A 10-, 15- or 20-year commitment to affordability is not enough.

If any deal falls short of forever, we all should have a real problem with the city getting out of the affordable-housing business.

To date, there have been discussions between the City Council and Carmel Partners, a group that is in the process of buying the privately owned Kukui Gardens, an affordable rental project in Chinatown. Carmel's talks with the city must be taken seriously. Mayor Mufi Hannemann is on record saying he would agree to a sale of the city's 12 affordable housing properties as long as the units stayed affordable and tenants were not kicked out.

Sounds good.

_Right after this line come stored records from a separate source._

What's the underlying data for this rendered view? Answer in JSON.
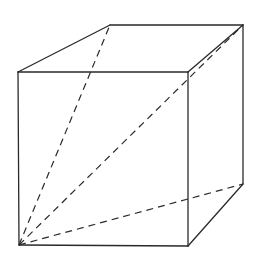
{
  "diagram": {
    "type": "cube-wireframe",
    "colors": {
      "background": "#ffffff",
      "line": "#2a2a2a"
    },
    "vertices": {
      "front_top_left": [
        18,
        72
      ],
      "front_top_right": [
        188,
        72
      ],
      "front_bottom_left": [
        19,
        245
      ],
      "front_bottom_right": [
        188,
        246
      ],
      "back_top_left": [
        110,
        25
      ],
      "back_top_right": [
        243,
        25
      ],
      "back_bottom_right": [
        243,
        184
      ]
    },
    "solid_edges": [
      [
        "front_top_left",
        "front_top_right"
      ],
      [
        "front_top_right",
        "front_bottom_right"
      ],
      [
        "front_bottom_right",
        "front_bottom_left"
      ],
      [
        "front_bottom_left",
        "front_top_left"
      ],
      [
        "front_top_left",
        "back_top_left"
      ],
      [
        "back_top_left",
        "back_top_right"
      ],
      [
        "back_top_right",
        "front_top_right"
      ],
      [
        "back_top_right",
        "back_bottom_right"
      ],
      [
        "back_bottom_right",
        "front_bottom_right"
      ]
    ],
    "dashed_diagonals": [
      [
        "front_bottom_left",
        "back_top_left"
      ],
      [
        "front_bottom_left",
        "back_top_right"
      ],
      [
        "front_bottom_left",
        "back_bottom_right"
      ]
    ]
  }
}
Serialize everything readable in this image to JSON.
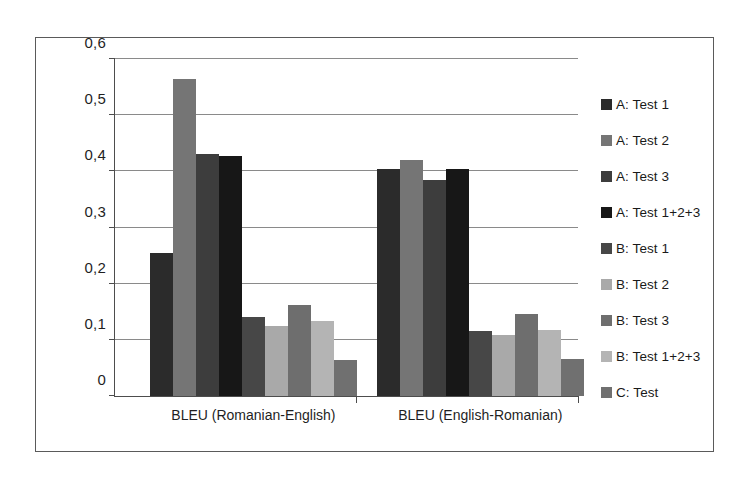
{
  "chart_data": {
    "type": "bar",
    "title": "",
    "subtitle": "",
    "xlabel": "",
    "ylabel": "",
    "categories": [
      "BLEU (Romanian-English)",
      "BLEU (English-Romanian)"
    ],
    "ylim": [
      0,
      0.6
    ],
    "yticks": [
      0,
      0.1,
      0.2,
      0.3,
      0.4,
      0.5,
      0.6
    ],
    "ytick_labels": [
      "0",
      "0,1",
      "0,2",
      "0,3",
      "0,4",
      "0,5",
      "0,6"
    ],
    "decimal_separator": ",",
    "grid": "horizontal",
    "legend_position": "right",
    "series": [
      {
        "name": "A: Test 1",
        "color": "#2b2b2b",
        "values": [
          0.255,
          0.405
        ]
      },
      {
        "name": "A: Test 2",
        "color": "#757575",
        "values": [
          0.565,
          0.42
        ]
      },
      {
        "name": "A: Test 3",
        "color": "#3d3d3d",
        "values": [
          0.43,
          0.385
        ]
      },
      {
        "name": "A: Test 1+2+3",
        "color": "#171717",
        "values": [
          0.428,
          0.405
        ]
      },
      {
        "name": "B: Test 1",
        "color": "#474747",
        "values": [
          0.14,
          0.116
        ]
      },
      {
        "name": "B: Test 2",
        "color": "#a9a9a9",
        "values": [
          0.125,
          0.108
        ]
      },
      {
        "name": "B: Test 3",
        "color": "#6e6e6e",
        "values": [
          0.162,
          0.146
        ]
      },
      {
        "name": "B: Test 1+2+3",
        "color": "#b4b4b4",
        "values": [
          0.134,
          0.117
        ]
      },
      {
        "name": "C: Test",
        "color": "#707070",
        "values": [
          0.065,
          0.066
        ]
      }
    ]
  },
  "legend": {
    "items": [
      {
        "label": "A: Test 1"
      },
      {
        "label": "A: Test 2"
      },
      {
        "label": "A: Test 3"
      },
      {
        "label": "A: Test 1+2+3"
      },
      {
        "label": "B: Test 1"
      },
      {
        "label": "B: Test 2"
      },
      {
        "label": "B: Test 3"
      },
      {
        "label": "B: Test 1+2+3"
      },
      {
        "label": "C: Test"
      }
    ]
  },
  "colors": {
    "background": "#ffffff",
    "frame": "#5a5a5a",
    "axis": "#4d4d4d",
    "gridline": "#8a8a8a",
    "text": "#1f1f1f"
  }
}
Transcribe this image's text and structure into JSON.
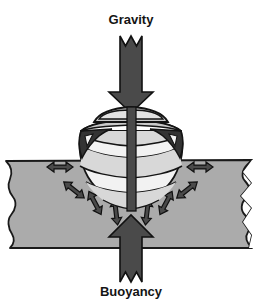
{
  "figure": {
    "kind": "physics-force-diagram",
    "background_color": "#ffffff",
    "width": 261,
    "height": 308
  },
  "labels": {
    "top": "Gravity",
    "bottom": "Buoyancy"
  },
  "colors": {
    "background": "#ffffff",
    "water_fill": "#ababab",
    "water_outline": "#1a1a1a",
    "arrow_dark": "#4a4a4a",
    "arrow_outline": "#111111",
    "hull_light": "#f2f2f2",
    "hull_mid": "#d8d8d8",
    "hull_shadow": "#b9b9b9",
    "hull_dark": "#333333",
    "deck_gray": "#c9c9c9",
    "outline": "#141414",
    "text": "#141414"
  },
  "forces": {
    "gravity": {
      "label": "Gravity",
      "direction": "down",
      "style": "thick-block-arrow-with-notched-tail",
      "tip_x": 131,
      "tip_y": 112,
      "tail_y": 36
    },
    "buoyancy": {
      "label": "Buoyancy",
      "direction": "up",
      "style": "thick-block-arrow-with-notched-tail",
      "tip_x": 131,
      "tip_y": 215,
      "tail_y": 282
    },
    "pressure_arrows": {
      "count": 8,
      "style": "double-headed",
      "description": "water pressure acting perpendicular to the hull, radiating outward on both sides",
      "items": [
        {
          "id": "left-1",
          "angle_deg": 180,
          "cx": 60,
          "cy": 167,
          "length": 26
        },
        {
          "id": "left-2",
          "angle_deg": 218,
          "cx": 74,
          "cy": 190,
          "length": 26
        },
        {
          "id": "left-3",
          "angle_deg": 240,
          "cx": 94,
          "cy": 203,
          "length": 26
        },
        {
          "id": "left-4",
          "angle_deg": 262,
          "cx": 116,
          "cy": 212,
          "length": 26
        },
        {
          "id": "right-1",
          "angle_deg": 0,
          "cx": 199,
          "cy": 167,
          "length": 26
        },
        {
          "id": "right-2",
          "angle_deg": 322,
          "cx": 186,
          "cy": 190,
          "length": 26
        },
        {
          "id": "right-3",
          "angle_deg": 300,
          "cx": 166,
          "cy": 203,
          "length": 26
        },
        {
          "id": "right-4",
          "angle_deg": 278,
          "cx": 147,
          "cy": 212,
          "length": 26
        }
      ]
    }
  },
  "water": {
    "name": "water-body",
    "top_y": 158,
    "bottom_y": 248,
    "left_edge": "wavy-torn",
    "right_edge": "jagged-torn"
  },
  "boat": {
    "name": "boat-bow-view",
    "parts": [
      "cabin-windshield",
      "deck",
      "dark-bow-flare-left",
      "dark-bow-flare-right",
      "hawse-hole-left",
      "hawse-hole-right",
      "hull-planking",
      "stem-post"
    ],
    "planking_lines": 5,
    "waterline_y": 158
  }
}
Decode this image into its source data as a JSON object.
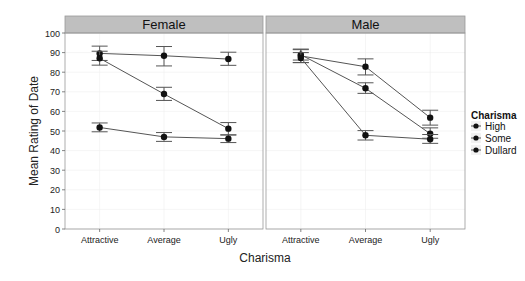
{
  "chart_data": {
    "type": "line",
    "title": "",
    "xlabel": "Charisma",
    "ylabel": "Mean Rating of Date",
    "ylim": [
      0,
      100
    ],
    "yticks": [
      0,
      10,
      20,
      30,
      40,
      50,
      60,
      70,
      80,
      90,
      100
    ],
    "ytick_labels": [
      "0",
      "10",
      "20",
      "30",
      "40",
      "50",
      "60",
      "70",
      "80",
      "90",
      "100"
    ],
    "categories": [
      "Attractive",
      "Average",
      "Ugly"
    ],
    "grid": true,
    "legend": {
      "title": "Charisma",
      "placement": "right",
      "entries": [
        "High",
        "Some",
        "Dullard"
      ]
    },
    "panels": [
      {
        "label": "Female",
        "series": [
          {
            "name": "High",
            "values": [
              89.6,
              88.4,
              86.7
            ],
            "err_low": [
              86.0,
              83.2,
              83.5
            ],
            "err_high": [
              93.3,
              93.1,
              90.2
            ]
          },
          {
            "name": "Some",
            "values": [
              87.1,
              68.9,
              51.2
            ],
            "err_low": [
              83.6,
              65.6,
              48.0
            ],
            "err_high": [
              90.7,
              72.3,
              54.3
            ]
          },
          {
            "name": "Dullard",
            "values": [
              51.8,
              47.0,
              46.1
            ],
            "err_low": [
              49.6,
              44.7,
              44.1
            ],
            "err_high": [
              54.1,
              49.2,
              48.0
            ]
          }
        ]
      },
      {
        "label": "Male",
        "series": [
          {
            "name": "High",
            "values": [
              88.3,
              82.8,
              56.8
            ],
            "err_low": [
              84.9,
              78.6,
              53.0
            ],
            "err_high": [
              91.5,
              86.8,
              60.6
            ]
          },
          {
            "name": "Some",
            "values": [
              88.9,
              71.8,
              48.6
            ],
            "err_low": [
              86.2,
              69.2,
              46.3
            ],
            "err_high": [
              91.8,
              74.6,
              51.6
            ]
          },
          {
            "name": "Dullard",
            "values": [
              87.3,
              47.8,
              45.8
            ],
            "err_low": [
              84.9,
              45.4,
              43.7
            ],
            "err_high": [
              90.0,
              50.2,
              48.2
            ]
          }
        ]
      }
    ]
  },
  "colors": {
    "strip_fill": "#bfbfbf",
    "panel_border": "#9a9a9a",
    "grid": "#eeeeee",
    "line": "#555555",
    "point": "#111111",
    "errorbar": "#555555"
  }
}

But it would all be more reassuring if the city would place even greater emphasis on that all-important detail: perpetuity.

Without that detail, the city puts into question whether it is seeking privatization for the right reasons.

The fact is public housing has been an investment made by the city with taxpayer dollars. The city may feel it should sell these units because it lacks the ability (or will) to maintain and run public housing as a business.

But that doesn't erase the need for affordable public housing in the community. With the need for affordable housing growing throughout all economic sectors in Honolulu, we have more than a compelling reason to make sure the investment the city has already made in public housing is passed on and remains affordable.

A clause in any sales contract that protects affordability in perpetuity would certainly impact the price the city could command, which could make the city think twice about any deal. But without such a clause, any short-term gain for the city's coffers is likely to result in real long-term problems.

Any sale should protect affordability forever. If it's serious about privatizing public housing, the city must demand that level of commitment to the public good from any potential buyer.